When does it end? - The trigger event may be over already. We may now be seeing secondary liquidations of smaller, less deep funds that have similar positions.

Implications?- If this is indeed a Forced Liquidation Event, it will damage the Metals market psychology for some time. Not only will "hot" money stay away from the long side, but deep pocketed investors will as well, noting the lack of exit liquidity available in times of duress.

Where is the Good News?- unless Central Banks step in and start competing against each other to buy aggressively, there is none for now. It would be good news if a Fund that got overextended in its positions was the reason that the market sold off. That would be an irrational sale and not invalidate Gold as an investment and monetary alternative. But it would scare away otherwise rational people as well who do not play the leverage game.

 

Dennis Gartman Weighs In

Mr. Gartman receives much criticism for his market calls, especially in oil. But that said, we have seen him make some very good calls over the last 20 years. And almost exclusively, when he is right on Metals, his sources and information are out of the London markets. So when he opines and makes it clear that he is channeling something someone in London confided in him, we listen.

"As for gold and the other precious metals they remain rather obviously weak and as we move away from Tuesday’s collapse it appears more and more that this was a forced liquidation on the part of a large… actually a massive… hedge fund out of London. The sheer panic that swept through the gold market then really hadn’t the look of a sell off predicated upon a rumoured push by the ECB to curtail its purchases of sovereign debt securities, nor had it the look of a rush on the part of hedgers in the gold mining industry to hedge forward production. Rather it had the look of forced margin-clerk liquidation. It looked like panic on the part of someone, somewhere who had lost control of the situation."

We have seen lucid, well thought out comments from Mr. Gartman before, like when the Silver spreads went into backwardation in 2011 during London hours. These type of statements we do not fade or discount as being contrarian indicators. Especially when he is not giving a directional opinion. But was looking for color on why Gold (a position he held) sold off.

 

The Lesson for Us, and maybe for ODEY

The "tell" which should have been obvious was the way markets reacted when the Deutsche Bank crisis escalated.

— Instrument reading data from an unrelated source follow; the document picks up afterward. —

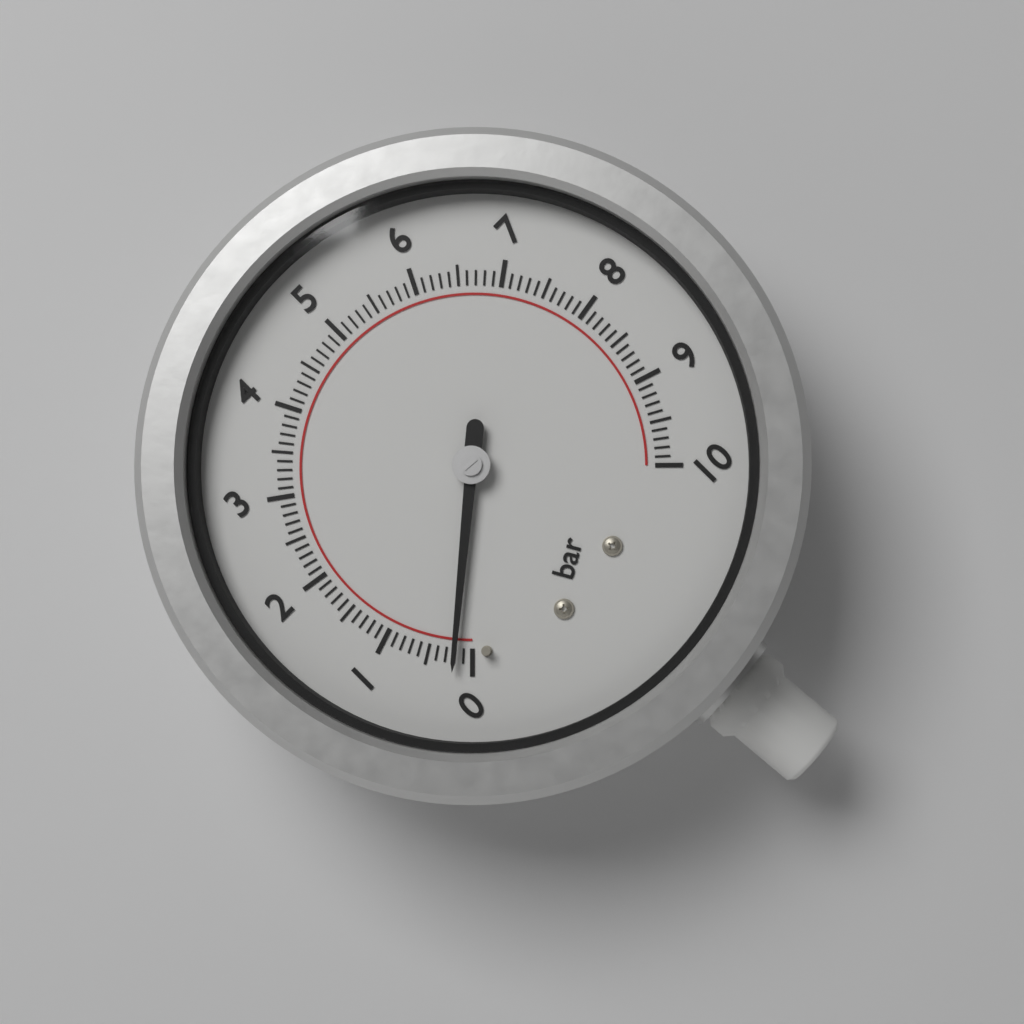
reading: 0.2 bar
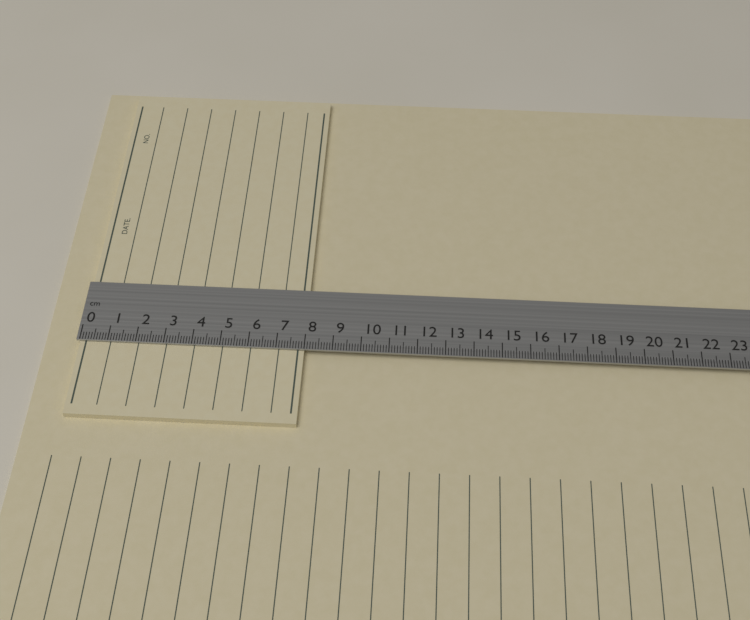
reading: 8.0 cm
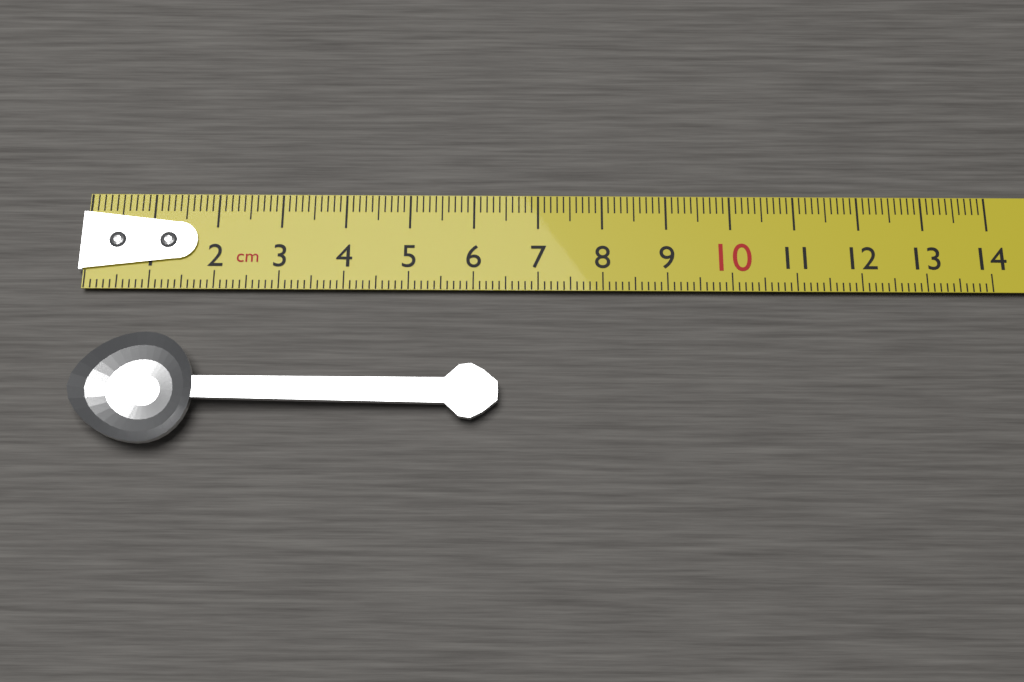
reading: 6.4 cm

  1. Gold should have screamed higher- it did not
  2. the whole of the EU equity markets should have washed out- it did not, just the banking sector
  3. The US  Fed did not back off its "rate hike" chatter despite the DB crisis and the stronger USD
  4. The BOJ policy change to taper their buying of bonds should have been more damaging to JGBs- they were not

The axiom "If your position does not perform well on bullish news, you should expect to perform horribly on bearish news" would seem to apply here.